You also generally have to remember who published a given software product, which is especially hard with random utilities. I’d much rather hit windows and type “profile” than remember which company made the memory profiler that I need right now.

I have more than ten programs running right now. That’s only counting the Windows 8 VM I’m currently looking at. I just think the traditional hierarchical organization of programs in the start menu mapped very poorly to me being able to ever find anything without peeking in lots of folders.

And I use it all the time, and hate doing searches. Yet Win7 accomodates both styles without problems, and allows a great deal of flexibility between the extremes.

So naturally, MS would want to break the longstanding trend of using supersets for Windows interface design, and instead use a broken subset paired with a mandatory new menu interface that demands all of your screen space and goes wonky and crap-filled when you install, you know, Windows software on it instead of approved MS-sold ModernUI software. Because fuck you if you aren’t giving us more money after buying our OS, you bitches do it for Apple WHY NOT US?

Persuasion is for companies with less than 85% market share, what’s the point of having the big stick if you don’t use it?

Win+Q works too.

Just FYI, Windows 8.1 RTM update is “out there” and it is a free upgrade for valid Win8 keys. There’s no real reason not to do it immediately because it fixes soooo many little pain points in Windows 8.

You do have to activate from the command line but it worked fine on all my Win8 retail key machines:

http://forums.mydigitallife.info/threads/47477-Windows-8-1-Activation-(Current-known-Methods)

Will it be updated at the same rate as win8.0 over the next two months?

Hmm, wonder if I can grab it already from MS then. Thanks for headsup :)

http://technet.microsoft.com/en-US/windows/dn140266.aspx - Whats new in Win 8.1.

I can’t help but think that none of that stuff is going to appeal to the vast majority of desktop users.

You know something is wrong if people aren’t even sure they want to spend their time installing a free update.

If installing this small service pack turns out to be COMPLETELY effortless,I might install it for the general ui improvements the patch notes mention.

I purchased a Win8 key toward the end of their super-cheap “upgrade” cycle and haven’t installed it yet. Would you say 8.1 is a useful upgrade for someone without a touchscreen and has a few hundred games on his system (albeit with an aging 1GB 460GTX), or is it best to stick with 7 for right now?

You will probably find it a decent side-grade.

If you don’t have two monitors, you will likely want to install a study menu restoration program.

But sure it is truly worth your time to do the upgrade though.

For what it is worth, I don’t regret going to 8.0, but I have two monitors and found that the start wall works decently with that setup.

I don’t use any metro apps though. Not even Skype which I use the full application for.

Poetry.

Swype.

I’ve been running it at work for a few months, but haven’t bothered to upgrade at home. The only thing I miss is that task manager got way better.

8.1 makes that fifth wheel shine.

If you can stand the annoyance of the Metro UI – which 8.1 makes ever so slightly less shit (but still shit without touchscreen); I would think 8.x would be a good upgrade from 7.x.

New Task Manager; Better Memory Utilization; Spiffy new Kernel!
And with metro: Command Line All the way! :D

To be clear, the 8.1 update is worth it just for the NON TOTALLY FUCKING INSANE segmented search.

Yep, search works like search is supposed to, now – it just finds what you want, without making you specify which “bucket” you are searching.

So, now that I’ll be getting a new laptop with Pre-installed Win8, this update is something I have to download manually? And its free?

I imagine its too much of a pain to revert to Windows 7 these days due to the harddisk partitioning so I guess I’m stuck with Win8 for now.

Last I heard the official release will be distributed through the Microsoft Store, in a clever bid to make people sign up for it. You certainly shouldn’t have to use wumpus’ leaked prerelease link. In fact I won’t, and I don’t recommend you do either, because you never know what other last-minute patches MS might be readying.

Ok - Thanks for the advice! I’ll hold off until the official release :-)

One clarification: Yes, you need to use the Windows Store to get the upgrade to 8.1. No, you don’t need to sign up for it or even create a Microsoft Account to get it.

App updates in Windows 8 are the same way - you can update the preinstalled apps like Music/Mail/etc. without ever signing in with a Microsoft Account.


▶ **Task item**: The expected answer is every line of the material that contains the word "Durchschnittseinkommen".

▶ **Data for this task**:

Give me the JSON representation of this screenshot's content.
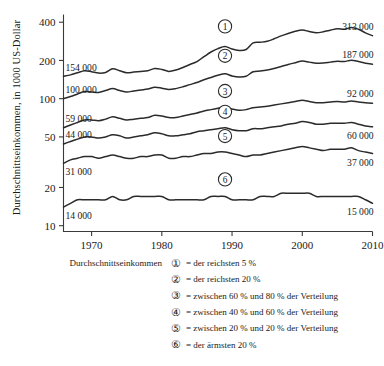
{
  "chart_data": {
    "type": "line",
    "title": "",
    "xlabel": "",
    "ylabel": "Durchschnittseinkommen, in 1000 US-Dollar",
    "xlim": [
      1966,
      2010
    ],
    "ylim": [
      9,
      460
    ],
    "yscale": "log",
    "grid": false,
    "legend_position": "below",
    "xticks": [
      "1970",
      "1980",
      "1990",
      "2000",
      "2010"
    ],
    "xtick_values": [
      1970,
      1980,
      1990,
      2000,
      2010
    ],
    "yticks": [
      "10",
      "20",
      "50",
      "100",
      "200",
      "400"
    ],
    "ytick_values": [
      10,
      20,
      50,
      100,
      200,
      400
    ],
    "series": [
      {
        "name": "1",
        "marker_label": "1",
        "start_label": "154 000",
        "end_label": "313 000",
        "start_value": 154,
        "end_value": 313,
        "x": [
          1966,
          1967,
          1968,
          1969,
          1970,
          1971,
          1972,
          1973,
          1974,
          1975,
          1976,
          1977,
          1978,
          1979,
          1980,
          1981,
          1982,
          1983,
          1984,
          1985,
          1986,
          1987,
          1988,
          1989,
          1990,
          1991,
          1992,
          1993,
          1994,
          1995,
          1996,
          1997,
          1998,
          1999,
          2000,
          2001,
          2002,
          2003,
          2004,
          2005,
          2006,
          2007,
          2008,
          2009,
          2010
        ],
        "values": [
          150,
          154,
          160,
          166,
          163,
          159,
          161,
          172,
          166,
          160,
          162,
          164,
          166,
          173,
          170,
          164,
          168,
          176,
          186,
          196,
          214,
          233,
          248,
          258,
          246,
          240,
          244,
          275,
          278,
          283,
          296,
          312,
          326,
          339,
          347,
          338,
          330,
          336,
          346,
          356,
          352,
          364,
          352,
          330,
          313
        ]
      },
      {
        "name": "2",
        "marker_label": "2",
        "start_label": "100 000",
        "end_label": "187 000",
        "start_value": 100,
        "end_value": 187,
        "x": [
          1966,
          1967,
          1968,
          1969,
          1970,
          1971,
          1972,
          1973,
          1974,
          1975,
          1976,
          1977,
          1978,
          1979,
          1980,
          1981,
          1982,
          1983,
          1984,
          1985,
          1986,
          1987,
          1988,
          1989,
          1990,
          1991,
          1992,
          1993,
          1994,
          1995,
          1996,
          1997,
          1998,
          1999,
          2000,
          2001,
          2002,
          2003,
          2004,
          2005,
          2006,
          2007,
          2008,
          2009,
          2010
        ],
        "values": [
          100,
          104,
          109,
          114,
          113,
          112,
          116,
          120,
          116,
          113,
          115,
          117,
          119,
          123,
          121,
          118,
          120,
          124,
          129,
          134,
          141,
          147,
          153,
          157,
          151,
          148,
          150,
          163,
          165,
          168,
          173,
          179,
          186,
          192,
          198,
          194,
          190,
          191,
          194,
          197,
          196,
          201,
          196,
          190,
          187
        ]
      },
      {
        "name": "3",
        "marker_label": "3",
        "start_label": "59 000",
        "end_label": "92 000",
        "start_value": 59,
        "end_value": 92,
        "x": [
          1966,
          1967,
          1968,
          1969,
          1970,
          1971,
          1972,
          1973,
          1974,
          1975,
          1976,
          1977,
          1978,
          1979,
          1980,
          1981,
          1982,
          1983,
          1984,
          1985,
          1986,
          1987,
          1988,
          1989,
          1990,
          1991,
          1992,
          1993,
          1994,
          1995,
          1996,
          1997,
          1998,
          1999,
          2000,
          2001,
          2002,
          2003,
          2004,
          2005,
          2006,
          2007,
          2008,
          2009,
          2010
        ],
        "values": [
          59,
          62,
          65,
          68,
          68,
          67,
          69,
          72,
          70,
          68,
          69,
          70,
          71,
          74,
          73,
          71,
          71,
          73,
          75,
          77,
          80,
          82,
          84,
          86,
          83,
          81,
          82,
          85,
          86,
          87,
          89,
          91,
          93,
          95,
          97,
          95,
          93,
          93,
          94,
          95,
          94,
          96,
          94,
          93,
          92
        ]
      },
      {
        "name": "4",
        "marker_label": "4",
        "start_label": "44 000",
        "end_label": "60 000",
        "start_value": 44,
        "end_value": 60,
        "x": [
          1966,
          1967,
          1968,
          1969,
          1970,
          1971,
          1972,
          1973,
          1974,
          1975,
          1976,
          1977,
          1978,
          1979,
          1980,
          1981,
          1982,
          1983,
          1984,
          1985,
          1986,
          1987,
          1988,
          1989,
          1990,
          1991,
          1992,
          1993,
          1994,
          1995,
          1996,
          1997,
          1998,
          1999,
          2000,
          2001,
          2002,
          2003,
          2004,
          2005,
          2006,
          2007,
          2008,
          2009,
          2010
        ],
        "values": [
          44,
          46,
          48,
          50,
          50,
          49,
          50,
          52,
          51,
          49,
          50,
          51,
          52,
          54,
          53,
          51,
          51,
          52,
          53,
          55,
          56,
          57,
          58,
          59,
          57,
          56,
          56,
          58,
          58,
          59,
          60,
          61,
          63,
          64,
          66,
          65,
          63,
          63,
          64,
          64,
          64,
          65,
          63,
          61,
          60
        ]
      },
      {
        "name": "5",
        "marker_label": "5",
        "start_label": "31 000",
        "end_label": "37 000",
        "start_value": 31,
        "end_value": 37,
        "x": [
          1966,
          1967,
          1968,
          1969,
          1970,
          1971,
          1972,
          1973,
          1974,
          1975,
          1976,
          1977,
          1978,
          1979,
          1980,
          1981,
          1982,
          1983,
          1984,
          1985,
          1986,
          1987,
          1988,
          1989,
          1990,
          1991,
          1992,
          1993,
          1994,
          1995,
          1996,
          1997,
          1998,
          1999,
          2000,
          2001,
          2002,
          2003,
          2004,
          2005,
          2006,
          2007,
          2008,
          2009,
          2010
        ],
        "values": [
          31,
          33,
          34,
          35,
          35,
          34,
          35,
          36,
          35,
          34,
          34,
          35,
          35,
          36,
          36,
          34,
          34,
          35,
          35,
          36,
          37,
          37,
          38,
          38,
          37,
          36,
          35,
          36,
          36,
          37,
          38,
          39,
          40,
          41,
          42,
          41,
          40,
          39,
          40,
          40,
          40,
          41,
          39,
          38,
          37
        ]
      },
      {
        "name": "6",
        "marker_label": "6",
        "start_label": "14 000",
        "end_label": "15 000",
        "start_value": 14,
        "end_value": 15,
        "x": [
          1966,
          1967,
          1968,
          1969,
          1970,
          1971,
          1972,
          1973,
          1974,
          1975,
          1976,
          1977,
          1978,
          1979,
          1980,
          1981,
          1982,
          1983,
          1984,
          1985,
          1986,
          1987,
          1988,
          1989,
          1990,
          1991,
          1992,
          1993,
          1994,
          1995,
          1996,
          1997,
          1998,
          1999,
          2000,
          2001,
          2002,
          2003,
          2004,
          2005,
          2006,
          2007,
          2008,
          2009,
          2010
        ],
        "values": [
          14,
          15,
          16,
          16,
          16,
          16,
          16,
          17,
          16,
          16,
          17,
          17,
          17,
          17,
          17,
          16,
          16,
          16,
          16,
          16,
          16,
          17,
          17,
          17,
          16,
          16,
          16,
          16,
          17,
          17,
          17,
          18,
          18,
          18,
          18,
          18,
          17,
          17,
          17,
          17,
          17,
          17,
          17,
          16,
          15
        ]
      }
    ]
  },
  "legend": {
    "caption": "Durchschnittseinkommen",
    "rows": [
      {
        "marker": "①",
        "text": "= der reichsten 5 %"
      },
      {
        "marker": "②",
        "text": "= der reichsten 20 %"
      },
      {
        "marker": "③",
        "text": "= zwischen 60 % und 80 % der Verteilung"
      },
      {
        "marker": "④",
        "text": "= zwischen 40 % und 60 % der Verteilung"
      },
      {
        "marker": "⑤",
        "text": "= zwischen 20 % und 20 % der Verteilung"
      },
      {
        "marker": "⑥",
        "text": "= der ärmsten 20 %"
      }
    ]
  },
  "colors": {
    "line": "#2b2b2b",
    "axis": "#3a3a3a",
    "text": "#1a1a1a",
    "background": "#ffffff"
  }
}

▶ **Result for this task**:
    "ylabel": "Durchschnittseinkommen, in 1000 US-Dollar",
    "caption": "Durchschnittseinkommen",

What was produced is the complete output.